Oxygen Tango’s Core Values
connection | belonging | accountability
This is a living document created with input solicited from the entire Oxygen community. We want to hear your thoughts on refining this document, or if you’re looking for ways to join in. Some of these practices will be uncomfortable at first, but we find it gets easier with time. Please help keep us accountable in trying to live up to these values.
Oxygen’s mission is to nurture and cultivate great tango dancers, and we believe a tango space is about much more than dancing. As we work on our dance skills, we also encourage active development and investment in three core values:
CONNECTION
We believe that becoming a complete tango dancer means developing an awareness of the entire space, and every person in the room. Who is new? Who is not dancing? Who is not talking to anyone? If we notice someone left out of the group, we act to make them feel welcome. This may involve dancing, or it may not. We make this effort not as a sacrifice, or a charity, but for our own enjoyment and emotional well-being, and our growth as dancers and as people.
Whether we use the cabaceo or ask for dances verbally, we are looking for enthusiastic consent from our dance partners. We are sensitive to body language and social cues, and we consider power dynamics or disparities. Whether spoken or unspoken, we accept a “no” cheerfully, don’t ask for a reason, and it doesn’t affect our other social interactions with that person. We don’t pressure people to dance using guilt trips, hovering, badgering, shunning, or “rain checks.” This applies to interactions outside the tango space, including social media.
If we choose to dance with someone, we accept them as they are. We adjust to how close our partner wants to dance, and don’t insist on dancing closer. We do not give unsolicited feedback on their dancing unless it is something that is causing us physical pain. We consider how our choices in personal hygiene and drug & alcohol use might be negatively affecting our dance partners.
BELONGING
Our goal is radical belonging. We welcome and celebrate all bodies regardless of sex, gender identity, sexual orientation, class, race, religion, weight, disability, age, nationality or anything else. We want to be an actively anti-racist space, continually searching for new ways to be more inclusive in our classes, our marketing, our programming, and in the design of the space itself.
We try to avoid practices that create unnecessary status hierarchies, such as special tables, long speeches, insider discounts, or tango star culture. We’re careful not to confuse somebody’s tango dancing experience with their value as a person. We look for ways to spotlight and center each member of the community.
We see no correlation between dancing roles and gender roles. We believe that any dancer can lead, follow, or switch, and we use these gender-neutral terms when referring to dance roles. We also respect others’ pronouns, we are glad to be corrected if we misidentify someone, and we don’t interrogate people about their pronoun use.
Money should never block anyone from learning or dancing tango. We are committed to making all our classes and events financially accessible. We have no dress code (official or unspoken) at any of our classes or events, and we do not require special dance shoes.
ACCOUNTABILITY
We accept that we are responsible for our own progress. When we come up against resistances--a plateau in our dancing, frustration with our partners, ideas that are uncomfortable--we are curious and actively engaged in asking why. We motor our own growth.
We take accountability for our own inevitable prejudices and implicit biases in who we tend to socialize and dance with. We engage in interior investigation to notice these biases and actively work to dismantle them, to challenge and expand our social comfort zone. Again, we do this work for ourselves, to enrich our own experience, to see more clearly, to be more free.
We believe everyone has a right to feel safe in the tango space and so we do not tolerate the following behaviors, even as bystanders:
Unwanted sexual touching on the dance floor or off
Predatory or stalking behavior, including persistent unwanted advances, romantic, sexual, or otherwise.
Language that is racist, homophobic, transphobic, misogynistic or ableist, even in private conversations.
Violence or physical intimidation, either explicit or implicit.
When conflict or injury inevitably occurs, we are committed to naming it, and we celebrate accountability both as an organization and as individuals. We’ll always look for pathways to accountability within the community, as opposed to exclusion, shaming, exile, or law enforcement. These systems are currently still in development, along with protocols for bringing harm to our attention.
Please ask a teacher, organizer, or someone at the front desk if you have any questions about these guidelines. You can submit feedback and report instances of harm (anonymously if you choose) at www.oxygentango.com/comments. We are tracking changes to this document here.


» WHAT THE TASK REQUIRES: Show only those lines of the entries where the string "annotation" is found.
[DATA SHOWN Boundary: Start]
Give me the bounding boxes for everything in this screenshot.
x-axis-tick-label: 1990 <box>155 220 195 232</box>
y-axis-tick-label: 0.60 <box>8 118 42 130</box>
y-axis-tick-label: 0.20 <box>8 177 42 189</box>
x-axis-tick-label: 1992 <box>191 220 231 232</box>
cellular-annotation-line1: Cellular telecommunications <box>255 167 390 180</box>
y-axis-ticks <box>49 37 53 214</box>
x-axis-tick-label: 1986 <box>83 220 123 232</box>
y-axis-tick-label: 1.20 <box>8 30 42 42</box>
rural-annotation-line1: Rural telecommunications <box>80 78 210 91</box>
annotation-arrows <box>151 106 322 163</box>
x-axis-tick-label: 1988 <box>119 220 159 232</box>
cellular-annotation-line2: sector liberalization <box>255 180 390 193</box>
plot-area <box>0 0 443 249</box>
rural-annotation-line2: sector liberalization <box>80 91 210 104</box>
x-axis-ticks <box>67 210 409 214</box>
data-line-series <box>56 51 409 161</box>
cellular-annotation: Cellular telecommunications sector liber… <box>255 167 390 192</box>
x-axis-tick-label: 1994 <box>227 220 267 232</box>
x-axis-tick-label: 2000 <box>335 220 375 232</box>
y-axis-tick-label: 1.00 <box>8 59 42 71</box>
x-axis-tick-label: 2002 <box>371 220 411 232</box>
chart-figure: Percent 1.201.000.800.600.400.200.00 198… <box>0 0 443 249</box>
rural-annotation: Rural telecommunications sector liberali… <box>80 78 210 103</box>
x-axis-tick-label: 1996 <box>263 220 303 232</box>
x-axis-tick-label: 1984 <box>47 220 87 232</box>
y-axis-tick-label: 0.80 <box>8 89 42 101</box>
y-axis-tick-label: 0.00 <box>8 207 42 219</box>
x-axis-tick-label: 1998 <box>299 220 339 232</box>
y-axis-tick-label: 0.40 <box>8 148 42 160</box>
[DATA SHOWN Boundary: End]
» ANSWER SECTION:
cellular-annotation-line1: Cellular telecommunications <box>255 167 390 180</box>
rural-annotation-line1: Rural telecommunications <box>80 78 210 91</box>
annotation-arrows <box>151 106 322 163</box>
cellular-annotation-line2: sector liberalization <box>255 180 390 193</box>
rural-annotation-line2: sector liberalization <box>80 91 210 104</box>
cellular-annotation: Cellular telecommunications sector liber… <box>255 167 390 192</box>
rural-annotation: Rural telecommunications sector liberali… <box>80 78 210 103</box>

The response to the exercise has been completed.